AI Music Backlash
There’s been a kerfuffle online recently about an AI “band” that’s either fully AI-generated or just pretending to be, depending on who you ask. According to the AI Daily Brief podcast I just listened to (which I highly recommend for a thoughtful take), the host suspects the band is fueling this ambiguity intentionally—either to manufacture a viral controversy or to drive traffic through shock value.
Honestly, neither scenario sits well with me.
As someone who creates AI-assisted music, I find these kinds of stunts damaging. They confuse the conversation for those of us who are genuinely exploring what’s possible with these tools. AI in music isn’t a gimmick to me. It’s not about headlines or stunts.
For me, most of my songs begin the same way it always has—with a broken heart and a pencil. My songs are rooted in human stories, written by a human being who’s lived every lyric. I use AI as a tool to help shape those stories into finished songs—but the emotions, the themes, the narratives? They’re mine. All too human.
AI isn’t a replacement for creativity. It’s an amplifier. It’s opening doors for millions of people—people without access to expensive studios, session musicians, or industry connections—to finally bring their music to life. That’s where the real promise lies: in democratizing creative expression.
For me, the conversation we should be having isn’t whether AI music is “real.” It’s about creative intent, transparency, and the deeply personal stories being told through new technology. It’s about finding new ways to tell time-honored human stories.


_WHAT THE TASK REQUIRES_
If a line in the listing below has the string "JSON", copy it out.

_EXTRACTED DATA_
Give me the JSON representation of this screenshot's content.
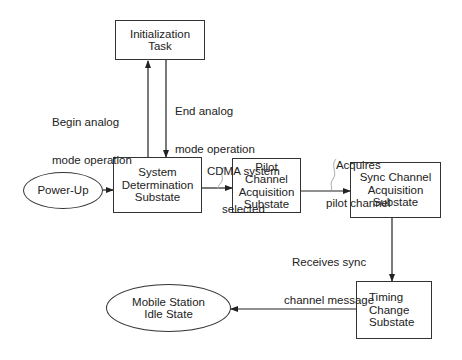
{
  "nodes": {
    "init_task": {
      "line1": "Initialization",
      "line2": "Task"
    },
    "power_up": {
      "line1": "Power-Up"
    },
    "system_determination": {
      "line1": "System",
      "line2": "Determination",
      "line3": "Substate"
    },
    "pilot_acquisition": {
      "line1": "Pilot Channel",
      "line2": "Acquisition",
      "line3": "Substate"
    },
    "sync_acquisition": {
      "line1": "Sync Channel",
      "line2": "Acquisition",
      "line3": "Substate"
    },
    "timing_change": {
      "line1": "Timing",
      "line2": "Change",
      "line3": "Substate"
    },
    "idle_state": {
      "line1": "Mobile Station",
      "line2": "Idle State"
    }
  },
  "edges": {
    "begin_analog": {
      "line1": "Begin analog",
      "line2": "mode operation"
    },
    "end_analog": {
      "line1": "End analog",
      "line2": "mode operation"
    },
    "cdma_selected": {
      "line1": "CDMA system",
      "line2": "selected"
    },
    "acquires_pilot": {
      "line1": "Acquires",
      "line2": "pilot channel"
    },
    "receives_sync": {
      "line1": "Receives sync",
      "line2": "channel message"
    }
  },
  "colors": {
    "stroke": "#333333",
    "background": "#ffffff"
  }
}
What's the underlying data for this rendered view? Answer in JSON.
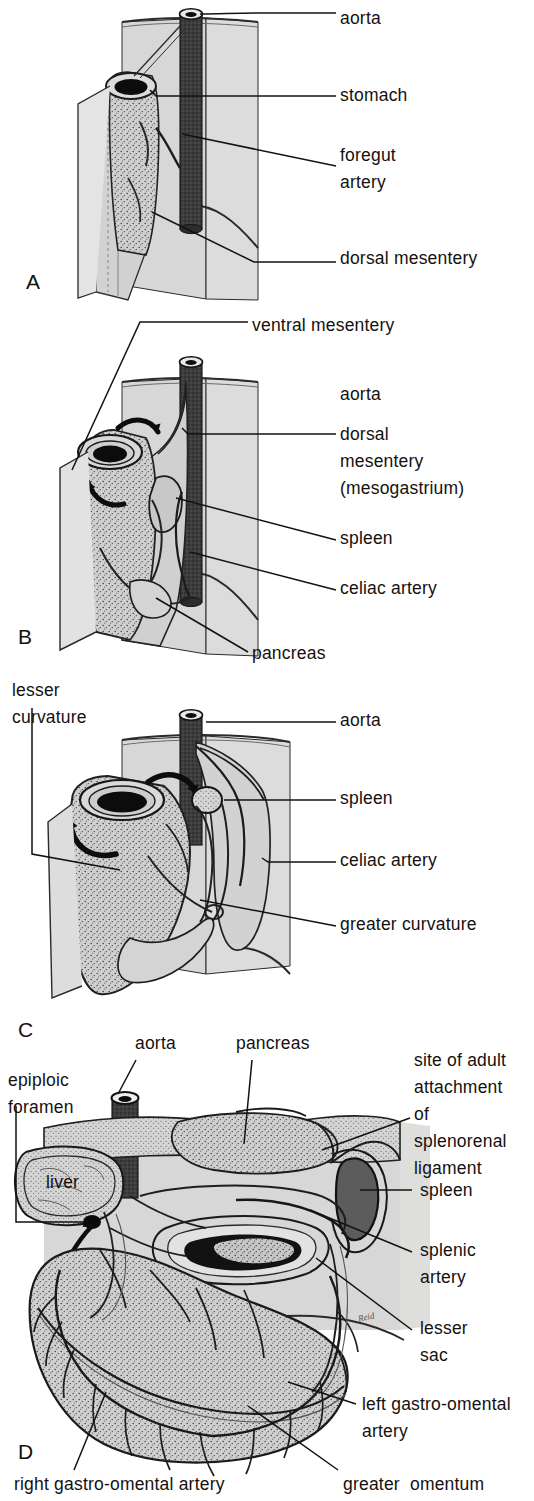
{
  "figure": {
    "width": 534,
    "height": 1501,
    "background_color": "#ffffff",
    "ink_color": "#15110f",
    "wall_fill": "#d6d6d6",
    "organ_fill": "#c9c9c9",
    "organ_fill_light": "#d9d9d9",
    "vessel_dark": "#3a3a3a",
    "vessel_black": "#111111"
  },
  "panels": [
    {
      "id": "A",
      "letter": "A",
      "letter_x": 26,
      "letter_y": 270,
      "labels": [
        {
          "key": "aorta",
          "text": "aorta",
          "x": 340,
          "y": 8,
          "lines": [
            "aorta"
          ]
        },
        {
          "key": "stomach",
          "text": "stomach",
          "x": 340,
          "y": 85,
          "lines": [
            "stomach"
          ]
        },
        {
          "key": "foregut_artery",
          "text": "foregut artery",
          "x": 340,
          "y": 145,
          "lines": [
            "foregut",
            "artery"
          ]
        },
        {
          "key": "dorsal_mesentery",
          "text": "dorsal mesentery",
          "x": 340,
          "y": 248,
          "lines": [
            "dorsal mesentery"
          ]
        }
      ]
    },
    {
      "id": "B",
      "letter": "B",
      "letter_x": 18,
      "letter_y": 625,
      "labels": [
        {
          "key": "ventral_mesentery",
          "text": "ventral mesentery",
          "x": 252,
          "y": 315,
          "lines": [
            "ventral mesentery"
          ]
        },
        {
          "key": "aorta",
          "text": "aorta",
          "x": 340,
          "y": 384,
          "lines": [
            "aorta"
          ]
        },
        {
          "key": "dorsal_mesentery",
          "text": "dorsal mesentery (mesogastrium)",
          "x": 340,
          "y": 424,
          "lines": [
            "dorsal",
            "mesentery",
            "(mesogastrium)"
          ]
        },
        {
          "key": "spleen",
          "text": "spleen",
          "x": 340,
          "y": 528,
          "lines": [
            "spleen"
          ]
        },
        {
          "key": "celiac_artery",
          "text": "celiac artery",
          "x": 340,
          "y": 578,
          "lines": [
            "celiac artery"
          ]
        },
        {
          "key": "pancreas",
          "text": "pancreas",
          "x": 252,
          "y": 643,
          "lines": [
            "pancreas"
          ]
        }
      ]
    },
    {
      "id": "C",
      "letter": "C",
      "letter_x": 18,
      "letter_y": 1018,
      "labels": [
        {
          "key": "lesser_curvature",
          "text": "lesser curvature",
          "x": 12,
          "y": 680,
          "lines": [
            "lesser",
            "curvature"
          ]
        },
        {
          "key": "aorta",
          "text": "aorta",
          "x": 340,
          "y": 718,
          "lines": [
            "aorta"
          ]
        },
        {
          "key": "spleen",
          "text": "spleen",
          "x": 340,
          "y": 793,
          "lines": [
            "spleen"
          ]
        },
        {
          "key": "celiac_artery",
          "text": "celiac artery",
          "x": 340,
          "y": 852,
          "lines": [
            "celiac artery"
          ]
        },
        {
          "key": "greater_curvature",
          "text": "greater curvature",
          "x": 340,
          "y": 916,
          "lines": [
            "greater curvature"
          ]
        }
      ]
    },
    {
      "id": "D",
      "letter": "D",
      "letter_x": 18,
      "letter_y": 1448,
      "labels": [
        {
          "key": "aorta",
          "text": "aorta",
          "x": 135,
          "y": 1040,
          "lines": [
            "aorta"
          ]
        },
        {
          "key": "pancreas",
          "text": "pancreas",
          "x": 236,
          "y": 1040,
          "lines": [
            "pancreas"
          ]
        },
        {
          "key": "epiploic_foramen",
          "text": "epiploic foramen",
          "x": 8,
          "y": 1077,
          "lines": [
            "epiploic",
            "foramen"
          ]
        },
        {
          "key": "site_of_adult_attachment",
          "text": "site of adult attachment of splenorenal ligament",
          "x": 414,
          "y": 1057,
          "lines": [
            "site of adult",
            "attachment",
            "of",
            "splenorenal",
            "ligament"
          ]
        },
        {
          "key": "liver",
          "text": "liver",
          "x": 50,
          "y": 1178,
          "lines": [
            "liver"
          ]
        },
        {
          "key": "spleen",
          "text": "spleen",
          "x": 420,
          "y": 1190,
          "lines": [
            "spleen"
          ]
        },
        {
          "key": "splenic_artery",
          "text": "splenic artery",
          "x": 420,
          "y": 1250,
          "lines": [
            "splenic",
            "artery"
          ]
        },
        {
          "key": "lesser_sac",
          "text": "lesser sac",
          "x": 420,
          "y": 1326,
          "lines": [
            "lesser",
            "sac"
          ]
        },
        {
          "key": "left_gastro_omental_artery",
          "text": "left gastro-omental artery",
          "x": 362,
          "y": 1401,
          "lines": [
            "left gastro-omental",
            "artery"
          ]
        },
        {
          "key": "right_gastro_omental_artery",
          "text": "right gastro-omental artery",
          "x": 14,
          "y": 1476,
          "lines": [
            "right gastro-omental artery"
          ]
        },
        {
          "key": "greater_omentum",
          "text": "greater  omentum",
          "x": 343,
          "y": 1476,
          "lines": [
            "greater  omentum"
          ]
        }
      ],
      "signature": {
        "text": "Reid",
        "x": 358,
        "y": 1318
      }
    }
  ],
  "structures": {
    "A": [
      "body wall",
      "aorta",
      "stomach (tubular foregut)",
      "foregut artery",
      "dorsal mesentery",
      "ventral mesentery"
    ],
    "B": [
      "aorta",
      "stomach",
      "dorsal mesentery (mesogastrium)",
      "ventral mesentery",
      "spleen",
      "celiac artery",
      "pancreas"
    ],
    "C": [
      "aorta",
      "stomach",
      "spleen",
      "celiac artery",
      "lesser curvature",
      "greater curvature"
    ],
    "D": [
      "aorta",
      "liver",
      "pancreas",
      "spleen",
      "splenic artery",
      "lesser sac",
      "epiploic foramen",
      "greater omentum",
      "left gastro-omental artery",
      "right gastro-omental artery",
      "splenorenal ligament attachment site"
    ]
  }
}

_RESULT_
Give me the JSON representation of this screenshot's content.
What's the underlying data for this rendered view? Answer in JSON.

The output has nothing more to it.